I have two working MVPs:

1. Used on any website: VE enforces budget logic on Amazon.com right now (could be any web-based site). If you’re over your budget, the Buy button is blocked. If you're below your budget — or raise the budget — the purchase is allowed. All logic updates happen in real time.

2. Installed on your own site: VE is dropped in via a single <div> and <script>, and mapped in under a minute. If your site were selling computers, you could define: - computers = teams * 4, teams = 10 - 1 motherboard per computer - 4 sticks of RAM per computer - 1 power cord per computer Update the number of teams or computers, and the parts logic updates cleanly and instantly — without touching your backend. These are lightbulbs built with VE — but VE is the electricity and the grid behind them — logic overlays that run independently of app code or APIs, using a simple, AI-usable syntax.

VE is integrated with GPT-3.5-turbo today, but it doesn’t break if AI goes down.

Your logic is enforced on both third-party sites and websites that VE is installed on.

What inspired this post? Around minute 24 of a conversation between @sivers and @michaellynch, Derek says the best ideas help valuable people inside companies build what they need — and how the market for that is infinite. Michael mentions Retool. I believe that VE has that type of potential. VE helps any user inject logic — budgets, allocations, constraints — into any interface using simple rules for simple situations all the way up to and including tying into HR and AAD (RBAC anyone?) And it installs and activates in seconds.

I’m not showing the full system publicly yet, but as a solo developer, I’d love to walk a few thoughtful folks through it. Derek and Michael are at the top of my list, but if this resonates with you, I’d be glad to talk.

I’m asking: - Is this a real pain you’ve felt before? - Would you use a logic layer like this — even on apps you don’t own? - Where’s the line between helpful logic enforcement and overreach?

About me: I got my start at Microsoft as a freshman — still no degree. I’ve been an SCO Unix SA, a System Architect at Boeing, a web developer for multimillion-dollar ecommerce systems, and a Delivery Engagement Manager / Jr. Consultant for Oxford Computer Group, NA. I’ve also worked retail, driven transit buses, and rebuilt after bankruptcy.

Now I’m here — and I’ve filed multiple provisional patents covering all aspects of Variable Engine.

Thanks in advance for your time. Happy to answer questions.

Comments

crop_rotation•7h ago
> Is this a real pain you’ve felt before? - Would you use a logic layer like this — even on apps you don’t own? - Where’s the line between helpful logic enforcement and overreach?

This is a pain in most companies, and several companies end up building a non generic version of it. I believe retool and other internal tool builders are kinda similar.

bTal•6h ago
Thanks — totally agree a lot of companies do end up building custom internal logic systems or rigid approval flows to handle logic.
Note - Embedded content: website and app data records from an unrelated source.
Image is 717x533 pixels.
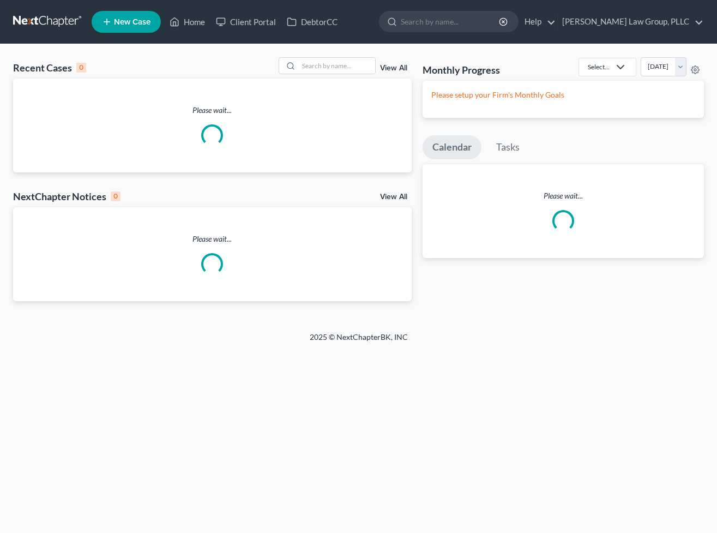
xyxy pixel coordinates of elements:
[13,190,120,203] div: NextChapter Notices
[380,193,407,201] a: View All
[13,105,412,116] p: Please wait...
[164,12,210,32] a: Home
[299,58,375,74] input: Search by name...
[13,233,412,244] p: Please wait...
[423,135,481,159] a: Calendar
[281,12,343,32] a: DebtorCC
[401,11,501,32] input: Search by name...
[380,64,407,72] a: View All
[431,89,695,100] p: Please setup your Firm's Monthly Goals
[486,135,529,159] a: Tasks
[210,12,281,32] a: Client Portal
[111,191,120,201] div: 0
[48,331,670,351] div: 2025 © NextChapterBK, INC
[588,62,610,71] div: Select...
[423,63,500,76] h3: Monthly Progress
[13,61,86,74] div: Recent Cases
[423,190,704,201] p: Please wait...
[557,12,703,32] a: [PERSON_NAME] Law Group, PLLC
[519,12,556,32] a: Help
[114,18,150,26] span: New Case
[76,63,86,73] div: 0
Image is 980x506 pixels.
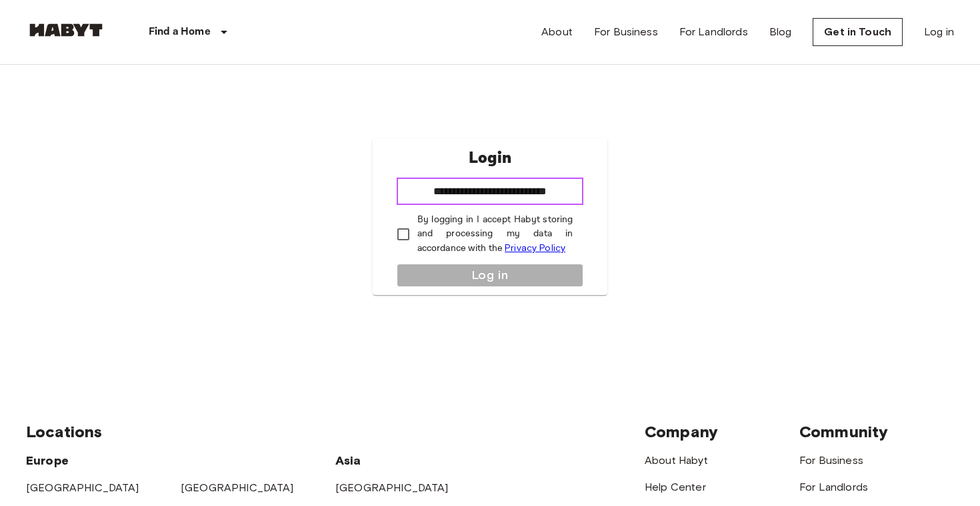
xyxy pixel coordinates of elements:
[799,480,868,493] a: For Landlords
[645,421,718,441] span: Company
[769,24,792,40] a: Blog
[799,454,864,466] a: For Business
[799,421,888,441] span: Community
[26,23,106,36] img: Habyt
[336,481,449,494] a: [GEOGRAPHIC_DATA]
[26,421,102,441] span: Locations
[417,213,573,255] p: By logging in I accept Habyt storing and processing my data in accordance with the
[924,24,954,40] a: Log in
[26,453,69,468] span: Europe
[336,453,361,468] span: Asia
[813,18,902,46] a: Get in Touch
[594,24,658,40] a: For Business
[505,242,565,254] a: Privacy Policy
[181,481,294,494] a: [GEOGRAPHIC_DATA]
[645,480,706,493] a: Help Center
[149,24,211,40] p: Find a Home
[26,481,140,494] a: [GEOGRAPHIC_DATA]
[541,24,573,40] a: About
[645,454,708,466] a: About Habyt
[468,146,512,170] p: Login
[679,24,748,40] a: For Landlords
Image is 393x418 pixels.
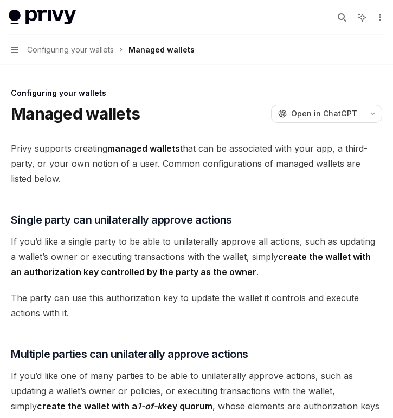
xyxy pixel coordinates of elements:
[11,141,382,186] span: Privy supports creating that can be associated with your app, a third-party, or your own notion o...
[11,212,232,227] span: Single party can unilaterally approve actions
[291,108,357,119] span: Open in ChatGPT
[9,10,76,25] img: light logo
[11,290,382,321] span: The party can use this authorization key to update the wallet it controls and execute actions wit...
[27,43,114,56] span: Configuring your wallets
[128,43,194,56] div: Managed wallets
[11,104,140,123] h1: Managed wallets
[271,104,363,123] button: Open in ChatGPT
[107,143,180,154] strong: managed wallets
[373,10,384,25] button: More actions
[37,401,212,411] strong: create the wallet with a key quorum
[137,401,162,411] em: 1-of-k
[11,347,248,362] span: Multiple parties can unilaterally approve actions
[11,234,382,279] span: If you’d like a single party to be able to unilaterally approve all actions, such as updating a w...
[11,88,382,99] div: Configuring your wallets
Tools like Retool are great for internal dashboards and form-based workflows. But they still assume you control the app — the UI, the APIs, the data layer.

VE is intentionally not internal. It rides above — not inside — systems. It enforces logic at the interface level, even on platforms you don’t own (like Amazon, Salesforce, Shopify, etc.).

Where Retool helps you build tools for your team, VE helps you enforce rules and business logic wherever your team already works — including third-party apps, public sites, and vendor portals. You don’t need the source code or API access. You just inject VE.

So instead of “rebuild it in Retool,” you can say:

“Just apply the logic layer to what already exists.”

And because the rules are external, explainable, and versioned (.vlg), non-technical users can safely edit and reason about them, while AI assists when needed.